- Former Mercedes designer Bruno Sacco died on the age of 90
- Sacco was chargeable for the W126 S-Class and R129 SL-Class
- Sacco was inducted into each the Automotive Corridor of Fame and European Automotive Corridor of Fame
Mercedes-Benz has confirmed that Bruno Sacco died on the age of 90 in Sindelfingen, Germany on Sept. 19. Sacco was one of many best-known automotive designers in Mercedes historical past and lead a crew that penned a few of Mercedes-Benz’s most memorable autos.
Sacco was the Chief Designer at Mercedes-Benz from 1975 till his retirement in 1999.
“Bruno Sacco has outlined the form of quite a few icons from Mercedes-Benz. Lots of them are nonetheless seen immediately in on a regular basis highway site visitors, or they fascinate as classics of the model,” stated Marcus Breitschwerdt, CEO of Mercedes-Benz Heritage GmbH.
Bruno Sacco by way of Mercedes-Benz
Fashions starting from the W126 S-Class from the Nineteen Eighties, together with the sedans and coupes, and W124 E-Class fashions to the W201 sequence of Mercedes affectionately often known as the 190s have been the work of Sacco. Sacco was additionally the person chargeable for bringing Mercedes into the trendy age of the Nineties with the SL-Class identified to fanatics because the R129.
Sacco stated his guiding theme was, “a Mercedes-Benz should at all times appear like a Mercedes-Benz.”
Earlier than becoming a member of Mercedes-Benz in 1958, Sacco labored at Carrozzeria Ghia SpA, affectionally identified by many merely as Ghia, in Turin.
Sacco was employed by Mercedes-Benz head of physique testing Karl Wilfert who was constructing a brand new type division. Sacco was the second devoted designer employed for the brand new division. Sacco reported to division head Friedrich Geiger, who he outmoded in 1975.
The primary automobile Sacco was chargeable for was the W123 sequence station wagon introduced in 1977. The mannequin marked Mercedes-Benz’s first station wagon.
Sacco claimed a mannequin sequence’s id should be retained from one mannequin era to the subsequent as a way to stop a era from showing previous after the introduction of the next era. That precept kicked off the automaker’s evolutionary design part.
In 2006 Sacco was inducted into the Automotive Corridor of Fame in Dearborn Michigan, and in 2007 the European Automotive Corridor of Fame in Geneva.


▶ _YOUR TASK_
Wherever a line of the data contains "YOUTH", copy that line.

▶ _SOURCE INFORMATION_
****************

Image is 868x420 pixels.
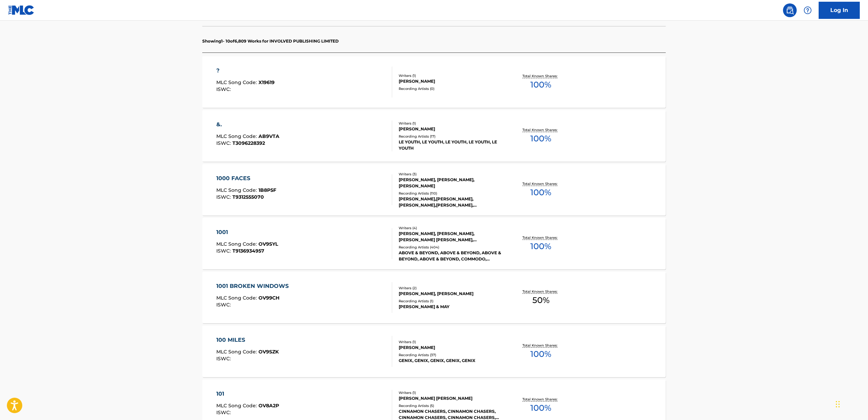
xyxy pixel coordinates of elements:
[399,134,503,139] div: Recording Artists ( 17 )
[202,38,338,44] p: Showing 1 - 10 of 6,809 Works for INVOLVED PUBLISHING LIMITED
[399,126,503,132] div: [PERSON_NAME]
[530,402,551,414] span: 100 %
[202,164,666,215] a: 1000 FACESMLC Song Code:1B8P5FISWC:T9312555070Writers (3)[PERSON_NAME], [PERSON_NAME], [PERSON_NA...
[399,225,503,231] div: Writers ( 4 )
[530,240,551,252] span: 100 %
[399,250,503,262] div: ABOVE & BEYOND, ABOVE & BEYOND, ABOVE & BEYOND, ABOVE & BEYOND, COMMODO, ROCKS FOE
[399,353,503,358] div: Recording Artists ( 37 )
[202,325,666,377] a: 100 MILESMLC Song Code:OV9SZKISWC:Writers (1)[PERSON_NAME]Recording Artists (37)GENIX, GENIX, GEN...
[232,194,264,200] span: T9312555070
[216,403,259,408] span: MLC Song Code :
[522,235,559,240] p: Total Known Shares:
[232,140,265,146] span: T3096228392
[399,395,503,401] div: [PERSON_NAME] [PERSON_NAME]
[259,348,278,355] span: OV9SZK
[216,409,232,416] span: ISWC :
[202,272,666,323] a: 1001 BROKEN WINDOWSMLC Song Code:OV99CHISWC:Writers (2)[PERSON_NAME], [PERSON_NAME]Recording Arti...
[202,56,666,108] a: ?MLC Song Code:X19619ISWC:Writers (1)[PERSON_NAME]Recording Artists (0)Total Known Shares:100%
[216,187,259,193] span: MLC Song Code :
[801,3,815,17] div: Help
[216,86,232,92] span: ISWC :
[216,228,278,237] div: 1001
[522,73,559,79] p: Total Known Shares:
[399,196,503,208] div: [PERSON_NAME],[PERSON_NAME], [PERSON_NAME],[PERSON_NAME], [PERSON_NAME],[PERSON_NAME], [PERSON_NA...
[216,356,232,362] span: ISWC :
[530,348,551,360] span: 100 %
[522,127,559,132] p: Total Known Shares:
[216,247,232,254] span: ISWC :
[836,394,840,414] div: Drag
[216,295,259,301] span: MLC Song Code :
[216,133,259,140] span: MLC Song Code :
[399,285,503,291] div: Writers ( 2 )
[522,289,559,294] p: Total Known Shares:
[399,291,503,297] div: [PERSON_NAME], [PERSON_NAME]
[522,181,559,187] p: Total Known Shares:
[399,191,503,196] div: Recording Artists ( 110 )
[259,295,279,301] span: OV99CH
[202,110,666,162] a: &.MLC Song Code:AB9VTAISWC:T3096228392Writers (1)[PERSON_NAME]Recording Artists (17)LE YOUTH, LE ...
[399,121,503,126] div: Writers ( 1 )
[399,245,503,250] div: Recording Artists ( 404 )
[399,303,503,310] div: [PERSON_NAME] & MAY
[399,172,503,177] div: Writers ( 3 )
[216,336,278,344] div: 100 MILES
[259,187,277,193] span: 1B8P5F
[399,231,503,243] div: [PERSON_NAME], [PERSON_NAME], [PERSON_NAME] [PERSON_NAME], [PERSON_NAME]
[530,132,551,145] span: 100 %
[216,194,232,200] span: ISWC :
[216,348,259,355] span: MLC Song Code :
[834,387,868,420] iframe: Chat Widget
[216,121,279,129] div: &.
[786,7,794,15] img: search
[216,241,259,247] span: MLC Song Code :
[399,177,503,189] div: [PERSON_NAME], [PERSON_NAME], [PERSON_NAME]
[399,344,503,351] div: [PERSON_NAME]
[202,218,666,270] a: 1001MLC Song Code:OV9SYLISWC:T9136934957Writers (4)[PERSON_NAME], [PERSON_NAME], [PERSON_NAME] [P...
[819,2,860,19] a: Log In
[259,79,274,85] span: X19619
[216,79,259,85] span: MLC Song Code :
[399,86,503,91] div: Recording Artists ( 0 )
[216,67,274,75] div: ?
[530,187,551,199] span: 100 %
[399,139,503,151] div: LE YOUTH, LE YOUTH, LE YOUTH, LE YOUTH, LE YOUTH
[530,79,551,91] span: 100 %
[399,339,503,344] div: Writers ( 1 )
[259,133,279,140] span: AB9VTA
[783,3,797,17] a: Public Search
[216,140,232,146] span: ISWC :
[216,390,279,398] div: 101
[532,294,549,307] span: 50 %
[216,174,277,182] div: 1000 FACES
[399,78,503,85] div: [PERSON_NAME]
[522,343,559,348] p: Total Known Shares:
[8,5,34,15] img: MLC Logo
[399,73,503,78] div: Writers ( 1 )
[259,241,278,247] span: OV9SYL
[216,302,232,308] span: ISWC :
[399,298,503,303] div: Recording Artists ( 1 )
[522,397,559,402] p: Total Known Shares:
[399,358,503,364] div: GENIX, GENIX, GENIX, GENIX, GENIX
[216,282,292,290] div: 1001 BROKEN WINDOWS
[804,7,812,15] img: help
[259,403,279,408] span: OV8A2P
[399,390,503,395] div: Writers ( 1 )
[399,404,503,408] div: Recording Artists ( 5 )
[232,247,264,254] span: T9136934957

****************

▶ _SOLUTION TO THIS EXERCISE_
[202,110,666,162] a: &.MLC Song Code:AB9VTAISWC:T3096228392Writers (1)[PERSON_NAME]Recording Artists (17)LE YOUTH, LE ...
[399,139,503,151] div: LE YOUTH, LE YOUTH, LE YOUTH, LE YOUTH, LE YOUTH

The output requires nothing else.